> _Task objective_
What follows is a block of records; reproduce all of it verbatim.

> _Data under study_
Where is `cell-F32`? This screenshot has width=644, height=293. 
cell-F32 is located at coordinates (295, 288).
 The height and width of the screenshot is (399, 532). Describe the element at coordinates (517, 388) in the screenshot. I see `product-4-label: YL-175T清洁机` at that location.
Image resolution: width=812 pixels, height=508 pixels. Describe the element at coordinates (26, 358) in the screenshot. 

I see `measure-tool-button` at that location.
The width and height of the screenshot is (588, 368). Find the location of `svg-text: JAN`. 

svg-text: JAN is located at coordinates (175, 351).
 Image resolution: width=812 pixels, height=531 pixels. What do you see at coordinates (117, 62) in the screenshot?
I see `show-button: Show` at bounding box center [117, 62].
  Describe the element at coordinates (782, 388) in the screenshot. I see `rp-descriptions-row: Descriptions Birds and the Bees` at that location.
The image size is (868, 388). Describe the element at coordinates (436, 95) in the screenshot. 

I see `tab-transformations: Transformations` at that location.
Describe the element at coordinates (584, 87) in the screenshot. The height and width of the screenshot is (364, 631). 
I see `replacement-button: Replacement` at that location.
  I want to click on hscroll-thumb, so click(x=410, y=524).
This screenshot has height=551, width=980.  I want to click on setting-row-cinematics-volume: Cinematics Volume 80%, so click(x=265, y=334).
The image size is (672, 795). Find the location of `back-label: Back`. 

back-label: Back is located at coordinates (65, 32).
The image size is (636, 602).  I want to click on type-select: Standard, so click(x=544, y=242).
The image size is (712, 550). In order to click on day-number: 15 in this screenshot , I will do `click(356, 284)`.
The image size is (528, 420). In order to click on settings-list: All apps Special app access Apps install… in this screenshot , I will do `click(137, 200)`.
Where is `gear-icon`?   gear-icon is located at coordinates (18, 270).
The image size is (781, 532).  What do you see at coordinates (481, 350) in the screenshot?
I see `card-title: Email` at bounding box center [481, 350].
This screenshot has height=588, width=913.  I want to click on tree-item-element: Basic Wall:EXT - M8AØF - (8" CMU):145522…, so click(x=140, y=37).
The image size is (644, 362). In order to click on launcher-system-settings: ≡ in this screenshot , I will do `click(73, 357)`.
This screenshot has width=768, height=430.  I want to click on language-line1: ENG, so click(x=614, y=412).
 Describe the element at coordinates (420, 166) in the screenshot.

> _Response area_
Where is `cell-F32`? This screenshot has width=644, height=293. 
cell-F32 is located at coordinates (295, 288).
 The height and width of the screenshot is (399, 532). Describe the element at coordinates (517, 388) in the screenshot. I see `product-4-label: YL-175T清洁机` at that location.
Image resolution: width=812 pixels, height=508 pixels. Describe the element at coordinates (26, 358) in the screenshot. 

I see `measure-tool-button` at that location.
The width and height of the screenshot is (588, 368). Find the location of `svg-text: JAN`. 

svg-text: JAN is located at coordinates (175, 351).
 Image resolution: width=812 pixels, height=531 pixels. What do you see at coordinates (117, 62) in the screenshot?
I see `show-button: Show` at bounding box center [117, 62].
  Describe the element at coordinates (782, 388) in the screenshot. I see `rp-descriptions-row: Descriptions Birds and the Bees` at that location.
The image size is (868, 388). Describe the element at coordinates (436, 95) in the screenshot. 

I see `tab-transformations: Transformations` at that location.
Describe the element at coordinates (584, 87) in the screenshot. The height and width of the screenshot is (364, 631). 
I see `replacement-button: Replacement` at that location.
  I want to click on hscroll-thumb, so click(x=410, y=524).
This screenshot has height=551, width=980.  I want to click on setting-row-cinematics-volume: Cinematics Volume 80%, so click(x=265, y=334).
The image size is (672, 795). Find the location of `back-label: Back`. 

back-label: Back is located at coordinates (65, 32).
The image size is (636, 602).  I want to click on type-select: Standard, so click(x=544, y=242).
The image size is (712, 550). In order to click on day-number: 15 in this screenshot , I will do `click(356, 284)`.
The image size is (528, 420). In order to click on settings-list: All apps Special app access Apps install… in this screenshot , I will do `click(137, 200)`.
Where is `gear-icon`?   gear-icon is located at coordinates (18, 270).
The image size is (781, 532).  What do you see at coordinates (481, 350) in the screenshot?
I see `card-title: Email` at bounding box center [481, 350].
This screenshot has height=588, width=913.  I want to click on tree-item-element: Basic Wall:EXT - M8AØF - (8" CMU):145522…, so click(x=140, y=37).
The image size is (644, 362). In order to click on launcher-system-settings: ≡ in this screenshot , I will do `click(73, 357)`.
This screenshot has width=768, height=430.  I want to click on language-line1: ENG, so click(x=614, y=412).
 Describe the element at coordinates (420, 166) in the screenshot.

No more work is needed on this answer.